Monday, February 06, 2023

The Tragedy of Douglas Emhoff

Second Gentleman, Doug Emhoff in Berlin (JTA)
There has been a lot of reporting in the mainstream media about Doug Emhoff’s trip to Europe in service to his commitment to fight antisemtism. All of it favorable - describing how much visiting places like Auschwitz and meeting with elderly Holocaust survivors deeply touched him.

That should come as no surprise. Whether one is Jewish or not, if visiting those memorials and talking with elderly survivors does not touch you deeply, I have to question your humanity. 

Doug Emhoff is a Jew. What is significant about a Jew doing this is that it is likely that they had relatives who perished or suffered during the Holocaust. That makes the impact of that experience far more personal than it does to those that have not. JTA described his experience as ‘emotional and intense’. 

The following is in part a brief description by JTA of Doug Emhoff’s ‘crusade’ against antisemitism that generated his trip: 

As second gentleman, Douglas Emhoff has made combating antisemitism his main focus. He has toured U.S. college campuses to talk about it, has led numerous events with Jewish organizations and even convened a group of top Biden administration advisers to discuss the topic.

But this week, he found himself in territory that made his campaign more visceral — including the town in southern Poland that his grandparents fled to avoid persecution.

During a five-day trip across Poland and Germany, Emhoff immersed himself in the 20th century history that wreaked havoc and tragedy on so many Jewish families. He met with Holocaust survivors — some who fled Ukraine — toured several Holocaust and other Jewish-themed sites and had a Shabbat meal with Polish-Jewish leaders.

“They found opportunity and freedom,” Emhoff said of his grandparents, “and now, 120 years later, their great-grandchild is the first Jewish spouse of a United States president or vice president, who is working to combat hate and antisemitism. That’s something, isn’t it?” 

Yes, as noted, all the media coverage was positive. Deservedly so. I’m sure that Emhoff reaction to that trip was unlike any other experience he has had.  He was actually moved to regret not having spoken up when he had in the past experienced some antisemitic humor by colleagues that did not know he was Jewish. At the time - he just let it slide.

I have no clue what kind of Jewish education Emhoff had – or if he had any at all. That he now takes pride in his Jewish heritage as a result of this trip is certainly a good thing. But what goes almost unnoticed is the implication of his last comment. Which is his apparent pride in the significance he attaches to the fact that he did this as the husband of the Vice President of the United States.  

While I agree with that point, it has not escaped me that she is not Jewish and that he is intermarried. And he attaches no significance to what a tragedy that is. Not that I would expect him to since he seems to be happily married. But it is still no less a tragedy.

I’m sure that Doug Emhoff is a good man and seems to have exemplary Midos. I’m sure that he now cares more deeply about his Judaism than he has in the past. Which is of course a good thing viewed in isolation. But that he does not place any significance on his own intermarriage tells me that he does not really understand the importance of perpetuating Judaism into the future though his children.

Even if all of  his children by a first marriage were Jewish (..which they apparently are not) I am equally sure that he will not be having any children with his current wife. We cannot - should not - ignore the harmful symbolism he generates with his positivity over  his high profile marriage to a non Jew.

I know that wasn’t his intention. But  there it is in all its ‘radiant glory’.

So as much as I applaud his crusade against antisemitism and appreciate the intense emotional reaction to his trip (which I believe to be 100% genuine) I am disappointed that he has not had the education to realize how wrong his current marriage to a non Jewish woman is.  

Not that I expected him to have an epiphany about that. But Ironically it is his very real emotion to that trip and connecting it by inference to his non Jewish wife in a positive way that he ends up helping to ’Kasher’ intermarriage. 

Although I’m sure this was not his intention, it nevertheless tragically, places yet another nail into the coffin of non Orthodox Jewry in  America.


Work to be completed
Where in the records does the word "outline" occur? Copy each line in which it does.

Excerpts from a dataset

☆ ☆ ☆ ☆ ☆

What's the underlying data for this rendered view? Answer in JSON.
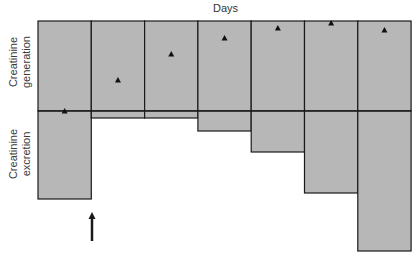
{
  "chart_data": {
    "type": "bar",
    "title": "Days",
    "xlabel": "Days",
    "ylabel_top": "Creatinine generation",
    "ylabel_bottom": "Creatinine excretion",
    "categories": [
      "Day 1",
      "Day 2",
      "Day 3",
      "Day 4",
      "Day 5",
      "Day 6",
      "Day 7"
    ],
    "series": [
      {
        "name": "Creatinine generation",
        "kind": "box_above_baseline",
        "values": [
          90,
          90,
          90,
          90,
          90,
          90,
          90
        ]
      },
      {
        "name": "Creatinine excretion",
        "kind": "box_below_baseline",
        "values": [
          88,
          7,
          7,
          20,
          41,
          82,
          140
        ]
      },
      {
        "name": "Estimated generation (triangle markers)",
        "kind": "marker",
        "values": [
          0,
          31,
          57,
          73,
          83,
          88,
          81
        ]
      }
    ],
    "units": "relative (pixels from baseline)",
    "grid": false,
    "legend": "none",
    "annotation": {
      "type": "arrow",
      "pointing": "up",
      "position": "below boundary between Day 1 and Day 2"
    }
  },
  "labels": {
    "title": "Days",
    "gen_line1": "Creatinine",
    "gen_line2": "generation",
    "exc_line1": "Creatinine",
    "exc_line2": "excretion"
  },
  "colors": {
    "fill": "#b7b7b7",
    "stroke": "#1a1a1a",
    "marker": "#111111",
    "background": "#ffffff"
  },
  "layout": {
    "left": 38,
    "col_width": 53.3,
    "top": 21,
    "baseline": 111,
    "arrow": {
      "x": 92,
      "y_tip": 212,
      "y_tail": 241
    }
  }
}
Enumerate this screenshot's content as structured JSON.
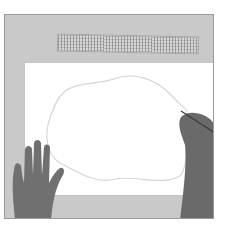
{
  "image": {
    "description": "Grayscale photo: a left hand resting on white paper while the right hand traces a wavy closed outline with a pencil; a ruler lies on the gray table above the paper",
    "colors": {
      "background": "#ffffff",
      "table": "#c9c9c9",
      "paper": "#ffffff",
      "skin": "#6e6e6e",
      "outline": "#d9d9d9"
    },
    "objects": [
      "table",
      "ruler",
      "paper",
      "traced-outline",
      "left-hand",
      "right-hand-with-pencil"
    ]
  }
}
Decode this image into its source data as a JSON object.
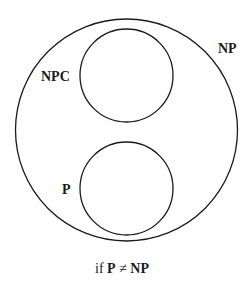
{
  "diagram": {
    "type": "euler-diagram",
    "sets": [
      {
        "id": "np",
        "label": "NP",
        "contains": [
          "npc",
          "p"
        ]
      },
      {
        "id": "npc",
        "label": "NPC"
      },
      {
        "id": "p",
        "label": "P"
      }
    ],
    "labels": {
      "np": "NP",
      "npc": "NPC",
      "p": "P"
    },
    "caption": {
      "prefix": "if",
      "left": "P",
      "relation": "≠",
      "right": "NP"
    },
    "colors": {
      "stroke": "#1a1a1a",
      "background": "#ffffff"
    }
  }
}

☆ ☆ ☆ ☆ ☆

Exercise solution
    "description": "Grayscale photo: a left hand resting on white paper while the right hand traces a wavy closed outline with a pencil; a ruler lies on the gray table above the paper",
      "outline": "#d9d9d9"
      "traced-outline",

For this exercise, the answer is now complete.